Not anti-tech. Just a recognition that when everything scales, presence stands out.
In-person connection becomes a measurable signal
“Another metric teams are sleeping on is in-person connection with key accounts—how often, where, and when you’re actually spending time face-to-face with customers. In the age of AI, that matters more than ever.”
— Alex Maiersperger, Global Product Marketing Lead, Healthcare, at SAS
IRL moments support long-term growth
"I firmly believe there will (and should!) be an increase in IRL events and relationship-building. There's a growing craving for in-person interactions, and even small touchpoints—an intimate CMO dinner to support ABM strategy, getting 1:1 facetime with your client (off Zoom) to improve retention and communication—will play an important role in supporting long-term company health."

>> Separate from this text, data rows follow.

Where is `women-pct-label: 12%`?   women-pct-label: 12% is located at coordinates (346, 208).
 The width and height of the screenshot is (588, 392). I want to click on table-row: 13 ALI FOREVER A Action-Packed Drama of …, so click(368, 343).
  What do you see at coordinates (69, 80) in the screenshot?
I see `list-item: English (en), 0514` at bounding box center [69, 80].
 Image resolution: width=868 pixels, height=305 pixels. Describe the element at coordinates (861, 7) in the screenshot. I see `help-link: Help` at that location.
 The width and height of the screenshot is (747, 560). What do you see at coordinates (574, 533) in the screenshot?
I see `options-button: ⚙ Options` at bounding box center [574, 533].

— Abby Murray, Co-founder + CEO at storyarb
IRL experiences work best when spectacle meets system
“In 2026, IRL experiences won’t just be spectacle—they’ll be systems. The smartest brands will combine immersive storytelling with the structure creators need to experience those moments and carry them back to their communities.”
— Trevor Guthrie, Co-founder at Giant Spoon
This nostalgia is actually strategy. When AI saturates every digital channel, showing up in person is how teams cut through, build trust, and create relationships that compound over time. Abby's prediction about IRL events becoming a budget line item? It's already happening.
No silver bullets in 2026
Success won’t come from picking sides—AI vs. human, digital vs. in-person, new channels vs. owned media...it’ll come from integration.
The last few years clarified the arc.
- 2023 introduced AI at scale and kicked off the hype cycle.
- 2024 poured gasoline on it, with an explosion of “AI-powered” tools, funding, and promises.
- By 2025, teams stopped theorizing and started applying—and many discovered the same thing: AI is an accelerant, yes. But it isn’t a shortcut. It’s only as effective as the systems, data, and people supporting it.
All this sets us up for a 2026 where teams get more honest about AI’s actual value. The marketers who pull ahead this year will build durable systems that blend tech with human judgment, earn trust through proof (not promises), and invest in what actually moves the pipeline. Fewer silver bullets. Better basics. Smarter use of the tools we finally understand.